How This Calculator Works

You enter a sample mean, standard deviation, and sample size. The tool divides the standard deviation by the square root of the sample size to get the standard error, multiplies by the z-critical value for your confidence level, and adds/subtracts that margin from the mean. It uses z-scores (normal distribution), which is appropriate for large samples or known population standard deviation.

Quick Questions

When should I use a t-distribution instead?

Use a t-distribution when your sample size is small (typically under 30) and the population standard deviation is unknown. The t-distribution produces wider intervals to account for the extra uncertainty.

Does a 95% CI mean there's a 95% chance the true mean is inside it?

Not exactly. The true mean is a fixed value. A 95% CI means that 95% of intervals constructed this way from repeated samples would contain the true mean. Any single interval either does or doesn't contain it.

How can I make my confidence interval narrower?

Increase your sample size (which reduces the standard error), accept a lower confidence level, or reduce measurement variability. Quadrupling the sample size roughly halves the margin of error.

What if my data is not normally distributed?

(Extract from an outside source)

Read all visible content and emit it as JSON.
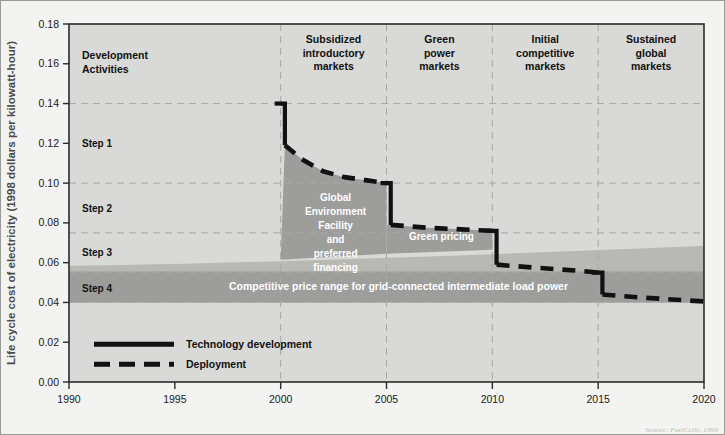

For large samples (typically n > 30), the Central Limit Theorem says the sampling distribution of the mean is approximately normal regardless of the underlying distribution, so the z-based CI is still reasonable.

Can I use this for proportions (like survey percentages)?

This calculator is designed for means. For proportions, the standard error formula differs: SE = √(p(1−p)/n). Use a proportion-specific CI calculator for survey percentages.

Sources

Method & review

MethodologyHow we calculate this Reviewed & Updated2026-04 Next review2027-04

Estimate only. Results reflect your inputs and standard formulas. Double-check important decisions independently.